Which is why I took two steps toward the bed, leaned forward, and kissed Eli lightly on the lips. Despite the fact that he was my mortal enemy, I couldn't abandon him handcuffed and blindfolded, believing that Cassie didn't care. There wasn't any rational thought behind my decision; I just did it.
What I didn't expect was for Eli to use his free hand to pull me in for more than a peck. He kissed me full on, sliding his tongue into my mouth like he must have done to Cassie a million times. The moment he realized something wasn't rightâmaybe it was my stubble or the fact that I'd forgotten to put the wig back on or even that my lips weren't as soft as Cassie'sâEli shoved me back.
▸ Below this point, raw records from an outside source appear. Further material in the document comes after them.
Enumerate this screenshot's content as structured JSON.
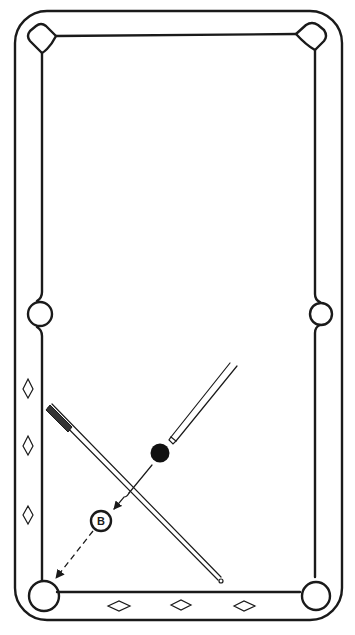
{
  "diagram": {
    "type": "billiards-table-diagram",
    "colors": {
      "line": "#1a1a1a",
      "background": "#ffffff",
      "ball": "#111111"
    },
    "table": {
      "pockets": [
        "top-left",
        "top-right",
        "left-side",
        "right-side",
        "bottom-left",
        "bottom-right"
      ],
      "diamonds": {
        "left_rail_count": 3,
        "bottom_rail_count": 3
      }
    },
    "balls": [
      {
        "name": "object-ball",
        "fill": "#111111",
        "label": ""
      },
      {
        "name": "ghost-ball-B",
        "fill": "#ffffff",
        "label": "B"
      }
    ],
    "cues": [
      {
        "name": "aiming-cue",
        "description": "short cue pointing at object ball from upper right"
      },
      {
        "name": "long-cue",
        "description": "full cue crossing the path, butt at upper left, tip at lower right"
      }
    ],
    "paths": [
      {
        "name": "object-ball-path",
        "style": "solid-arrow",
        "from": "object-ball",
        "to": "ghost-ball-B"
      },
      {
        "name": "b-to-pocket-path",
        "style": "dashed-arrow",
        "from": "ghost-ball-B",
        "to": "bottom-left-pocket"
      }
    ],
    "labels": {
      "ghost_ball": "B"
    }
  }
}
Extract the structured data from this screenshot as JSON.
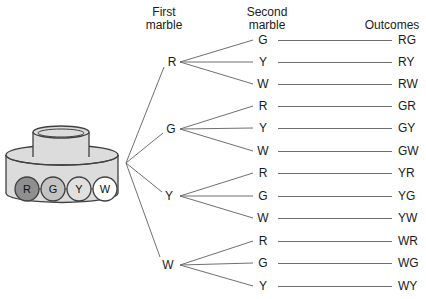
{
  "headers": {
    "first": {
      "line1": "First",
      "line2": "marble"
    },
    "second": {
      "line1": "Second",
      "line2": "marble"
    },
    "outcomes": "Outcomes"
  },
  "jar": {
    "body_color": "#dcdcdc",
    "outline_color": "#404040",
    "marbles": [
      {
        "label": "R",
        "color": "#8f8f8f"
      },
      {
        "label": "G",
        "color": "#c3c3c3"
      },
      {
        "label": "Y",
        "color": "#e0e0e0"
      },
      {
        "label": "W",
        "color": "#ffffff"
      }
    ]
  },
  "tree": {
    "line_color": "#6f6f6f",
    "first_level": [
      {
        "label": "R",
        "branches": [
          {
            "second": "G",
            "outcome": "RG"
          },
          {
            "second": "Y",
            "outcome": "RY"
          },
          {
            "second": "W",
            "outcome": "RW"
          }
        ]
      },
      {
        "label": "G",
        "branches": [
          {
            "second": "R",
            "outcome": "GR"
          },
          {
            "second": "Y",
            "outcome": "GY"
          },
          {
            "second": "W",
            "outcome": "GW"
          }
        ]
      },
      {
        "label": "Y",
        "branches": [
          {
            "second": "R",
            "outcome": "YR"
          },
          {
            "second": "G",
            "outcome": "YG"
          },
          {
            "second": "W",
            "outcome": "YW"
          }
        ]
      },
      {
        "label": "W",
        "branches": [
          {
            "second": "R",
            "outcome": "WR"
          },
          {
            "second": "G",
            "outcome": "WG"
          },
          {
            "second": "Y",
            "outcome": "WY"
          }
        ]
      }
    ]
  }
}
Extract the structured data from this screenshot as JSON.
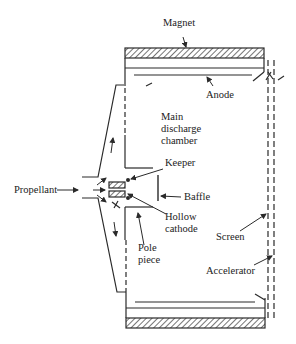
{
  "diagram": {
    "labels": {
      "magnet": "Magnet",
      "anode": "Anode",
      "main_chamber_1": "Main",
      "main_chamber_2": "discharge",
      "main_chamber_3": "chamber",
      "keeper": "Keeper",
      "propellant": "Propellant",
      "baffle": "Baffle",
      "hollow_cathode_1": "Hollow",
      "hollow_cathode_2": "cathode",
      "pole_piece_1": "Pole",
      "pole_piece_2": "piece",
      "screen": "Screen",
      "accelerator": "Accelerator"
    },
    "colors": {
      "line": "#2a2a2a",
      "background": "#ffffff"
    }
  }
}
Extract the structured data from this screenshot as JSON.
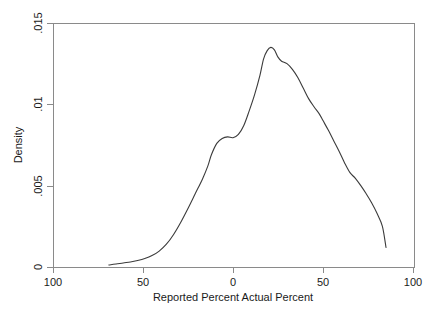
{
  "chart_data": {
    "type": "line",
    "title": "",
    "subtitle": "",
    "xlabel": "Reported Percent  Actual Percent",
    "ylabel": "Density",
    "xlim": [
      -100,
      100
    ],
    "ylim": [
      0,
      0.015
    ],
    "grid": false,
    "legend": null,
    "x_ticks": [
      -100,
      -50,
      0,
      50,
      100
    ],
    "x_tick_labels": [
      "100",
      "50",
      "0",
      "50",
      "100"
    ],
    "y_ticks": [
      0,
      0.005,
      0.01,
      0.015
    ],
    "y_tick_labels": [
      "0",
      ".005",
      ".01",
      ".015"
    ],
    "series": [
      {
        "name": "Kernel density",
        "x": [
          -69,
          -65,
          -61,
          -57,
          -53,
          -49,
          -45,
          -41,
          -37,
          -33,
          -29,
          -25,
          -21,
          -17,
          -14,
          -12,
          -9,
          -6,
          -3,
          0,
          3,
          6,
          9,
          12,
          15,
          17,
          19,
          21,
          23,
          25,
          27,
          30,
          33,
          36,
          39,
          42,
          45,
          48,
          50,
          53,
          56,
          59,
          62,
          65,
          68,
          71,
          74,
          77,
          80,
          83,
          85
        ],
        "y": [
          0.00012,
          0.00018,
          0.00025,
          0.00031,
          0.0004,
          0.00052,
          0.0007,
          0.00098,
          0.0014,
          0.002,
          0.00275,
          0.0036,
          0.0045,
          0.0054,
          0.0062,
          0.0069,
          0.0076,
          0.0079,
          0.008,
          0.00795,
          0.00815,
          0.0087,
          0.0096,
          0.0106,
          0.0118,
          0.0128,
          0.0133,
          0.0135,
          0.01335,
          0.0129,
          0.01265,
          0.0125,
          0.01215,
          0.01165,
          0.011,
          0.01035,
          0.00985,
          0.0094,
          0.009,
          0.0084,
          0.00775,
          0.0071,
          0.0064,
          0.0058,
          0.00545,
          0.005,
          0.0045,
          0.00395,
          0.0033,
          0.0025,
          0.0012
        ]
      }
    ]
  },
  "axis": {
    "y_label": "Density",
    "x_label": "Reported Percent  Actual Percent",
    "x_tick_labels": [
      "100",
      "50",
      "0",
      "50",
      "100"
    ],
    "y_tick_labels": [
      "0",
      ".005",
      ".01",
      ".015"
    ]
  },
  "colors": {
    "curve": "#3b3b3b",
    "frame": "#8a8a8a",
    "text": "#1a1a1a",
    "background": "#ffffff"
  }
}
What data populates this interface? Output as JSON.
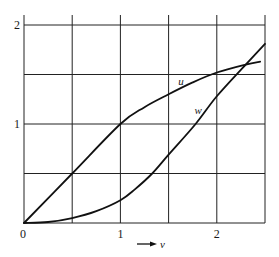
{
  "chart_data": {
    "type": "line",
    "title": "",
    "xlabel": "v",
    "ylabel": "",
    "xlim": [
      0,
      2.5
    ],
    "ylim": [
      0,
      2
    ],
    "grid": true,
    "grid_step_x": 0.5,
    "grid_step_y": 0.5,
    "x_ticks": [
      {
        "value": 0,
        "label": "0"
      },
      {
        "value": 1,
        "label": "1"
      },
      {
        "value": 2,
        "label": "2"
      }
    ],
    "y_ticks": [
      {
        "value": 1,
        "label": "1"
      },
      {
        "value": 2,
        "label": "2"
      }
    ],
    "legend": "inline labels",
    "series": [
      {
        "name": "u",
        "label_at": [
          1.63,
          1.42
        ],
        "x": [
          0,
          0.5,
          1.0,
          1.25,
          1.5,
          1.75,
          2.0,
          2.3,
          2.45
        ],
        "values": [
          0,
          0.5,
          1.0,
          1.17,
          1.3,
          1.42,
          1.52,
          1.6,
          1.63
        ]
      },
      {
        "name": "w",
        "label_at": [
          1.8,
          1.13
        ],
        "x": [
          0,
          0.25,
          0.5,
          0.75,
          1.0,
          1.15,
          1.33,
          1.5,
          1.78,
          2.0,
          2.3,
          2.5
        ],
        "values": [
          0,
          0.01,
          0.05,
          0.12,
          0.23,
          0.34,
          0.5,
          0.69,
          1.0,
          1.28,
          1.6,
          1.81
        ]
      }
    ],
    "annotations": [
      {
        "text": "v",
        "type": "axis-arrow",
        "description": "arrow pointing right labelled v below the x-axis"
      }
    ],
    "colors": {
      "line": "#111111",
      "grid": "#222222",
      "background": "#ffffff"
    }
  }
}
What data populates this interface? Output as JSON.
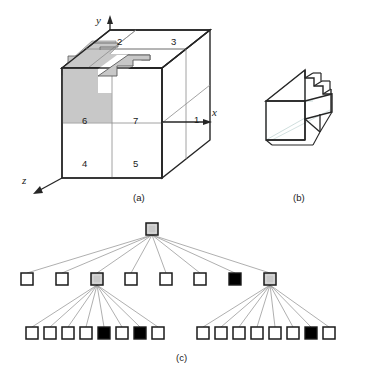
{
  "figure": {
    "captions": [
      {
        "id": "a",
        "label": "(a)"
      },
      {
        "id": "b",
        "label": "(b)"
      },
      {
        "id": "c",
        "label": "(c)"
      }
    ],
    "colors": {
      "line": "#262626",
      "thin_line": "#8c8c8c",
      "partial_fill": "#c8c8c8",
      "full_fill": "#000000",
      "empty_fill": "#ffffff",
      "text": "#1a1a1a",
      "background": "#ffffff"
    }
  },
  "panel_a": {
    "caption": "(a)",
    "axes": [
      {
        "name": "y-axis",
        "label": "y",
        "direction": "up"
      },
      {
        "name": "x-axis",
        "label": "x",
        "direction": "right"
      },
      {
        "name": "z-axis",
        "label": "z",
        "direction": "down-left"
      }
    ],
    "octant_labels": [
      {
        "id": 1,
        "label": "1"
      },
      {
        "id": 2,
        "label": "2"
      },
      {
        "id": 3,
        "label": "3"
      },
      {
        "id": 4,
        "label": "4"
      },
      {
        "id": 5,
        "label": "5"
      },
      {
        "id": 6,
        "label": "6"
      },
      {
        "id": 7,
        "label": "7"
      }
    ],
    "shaded_octants": [
      "2",
      "6"
    ]
  },
  "panel_b": {
    "caption": "(b)",
    "description": "staircase solid"
  },
  "panel_c": {
    "caption": "(c)",
    "legend_states": [
      "empty",
      "partial",
      "full"
    ],
    "levels": [
      {
        "name": "root-level",
        "nodes": [
          {
            "index": 0,
            "state": "partial"
          }
        ]
      },
      {
        "name": "level-1",
        "nodes": [
          {
            "index": 0,
            "state": "empty"
          },
          {
            "index": 1,
            "state": "empty"
          },
          {
            "index": 2,
            "state": "partial"
          },
          {
            "index": 3,
            "state": "empty"
          },
          {
            "index": 4,
            "state": "empty"
          },
          {
            "index": 5,
            "state": "empty"
          },
          {
            "index": 6,
            "state": "full"
          },
          {
            "index": 7,
            "state": "partial"
          }
        ]
      },
      {
        "name": "level-2-group-left",
        "parent_index": 2,
        "nodes": [
          {
            "index": 0,
            "state": "empty"
          },
          {
            "index": 1,
            "state": "empty"
          },
          {
            "index": 2,
            "state": "empty"
          },
          {
            "index": 3,
            "state": "empty"
          },
          {
            "index": 4,
            "state": "full"
          },
          {
            "index": 5,
            "state": "empty"
          },
          {
            "index": 6,
            "state": "full"
          },
          {
            "index": 7,
            "state": "empty"
          }
        ]
      },
      {
        "name": "level-2-group-right",
        "parent_index": 7,
        "nodes": [
          {
            "index": 0,
            "state": "empty"
          },
          {
            "index": 1,
            "state": "empty"
          },
          {
            "index": 2,
            "state": "empty"
          },
          {
            "index": 3,
            "state": "empty"
          },
          {
            "index": 4,
            "state": "empty"
          },
          {
            "index": 5,
            "state": "empty"
          },
          {
            "index": 6,
            "state": "full"
          },
          {
            "index": 7,
            "state": "empty"
          }
        ]
      }
    ]
  }
}
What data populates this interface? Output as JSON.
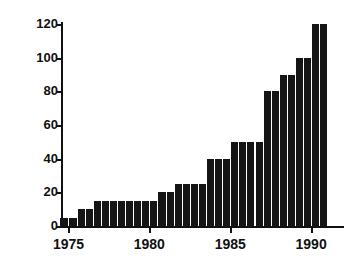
{
  "chart_data": {
    "type": "bar",
    "title": "",
    "subtitle": "",
    "xlabel": "",
    "ylabel": "",
    "xlim": [
      1974.6,
      1991.6
    ],
    "ylim": [
      0,
      120
    ],
    "grid": false,
    "legend": null,
    "bar_color": "#151515",
    "axis_color": "#111111",
    "background_color": "#ffffff",
    "ytick_values": [
      0,
      20,
      40,
      60,
      80,
      100,
      120
    ],
    "ytick_labels": [
      "0",
      "20",
      "40",
      "60",
      "80",
      "100",
      "120"
    ],
    "xtick_values": [
      1975,
      1980,
      1985,
      1990
    ],
    "xtick_labels": [
      "1975",
      "1980",
      "1985",
      "1990"
    ],
    "bar_width_years": 0.5,
    "x": [
      1974.75,
      1975.25,
      1975.75,
      1976.25,
      1976.75,
      1977.25,
      1977.75,
      1978.25,
      1978.75,
      1979.25,
      1979.75,
      1980.25,
      1980.75,
      1981.25,
      1981.75,
      1982.25,
      1982.75,
      1983.25,
      1983.75,
      1984.25,
      1984.75,
      1985.25,
      1985.75,
      1986.25,
      1986.75,
      1987.25,
      1987.75,
      1988.25,
      1988.75,
      1989.25,
      1989.75,
      1990.25,
      1990.75
    ],
    "categories": [
      "1974.75",
      "1975.25",
      "1975.75",
      "1976.25",
      "1976.75",
      "1977.25",
      "1977.75",
      "1978.25",
      "1978.75",
      "1979.25",
      "1979.75",
      "1980.25",
      "1980.75",
      "1981.25",
      "1981.75",
      "1982.25",
      "1982.75",
      "1983.25",
      "1983.75",
      "1984.25",
      "1984.75",
      "1985.25",
      "1985.75",
      "1986.25",
      "1986.75",
      "1987.25",
      "1987.75",
      "1988.25",
      "1988.75",
      "1989.25",
      "1989.75",
      "1990.25",
      "1990.75"
    ],
    "values": [
      5,
      5,
      10,
      10,
      15,
      15,
      15,
      15,
      15,
      15,
      15,
      15,
      20,
      20,
      25,
      25,
      25,
      25,
      40,
      40,
      40,
      50,
      50,
      50,
      50,
      80,
      80,
      90,
      90,
      100,
      100,
      120,
      120
    ]
  }
}
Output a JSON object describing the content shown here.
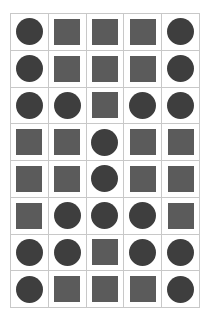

I slammed into the wall, stunned and breathless.
“What the fuck?” he yelled. He tore off the blindfold and blinked, the light blinding him. “Who the hell are you?” The resignation, regret, and despair that had gripped him to the core of his being disappeared, replaced by a fury that scared the shit out of me. The only thing that saved me from certain dismemberment was Stella's handcuffs.
I came to my senses and ran for the door. But before I left Eli shackled to the bed, I turned around so that he'd know that I was the engineer of his downfall. “I'm sorry about this, Eli,” I said, surprised that I meant it. “But you had your chance.” I slammed the door shut behind me, hoping that if Eli called for help, no one would be able to hear him over the sound of DJ Leo's music.
Stella ran through a pair of double doors near the top of the stairs and I followed her, not caring what room it was so long as it was empty. She shut the doors behind us and fell to the floor laughing so hard that she couldn't speak for an entire minute.
“Fuck you,” I said, aiming all my ire at her.
I took a moment to catch my breath and get my bearings. The octagonal room was covered in pictures of the Castillo family. Cassie and her parents in Spain, in the Keys, at Disney. These were summer trips and Christmas trips and just-because trips. I followed the photos, watching Cassie grow from an awkward child into the self-assured girl I loved. Eli featured in some of the newest family photos, but I mentally photoshopped myself over his grinning image. When I hit the end of the Castillo photo parade, I nearly ran into an intimidating oak desk. I would have expected Mr. Castillo's office to be tidy and neat, but papers were scattered across the surface of the desk in a chaotic pattern.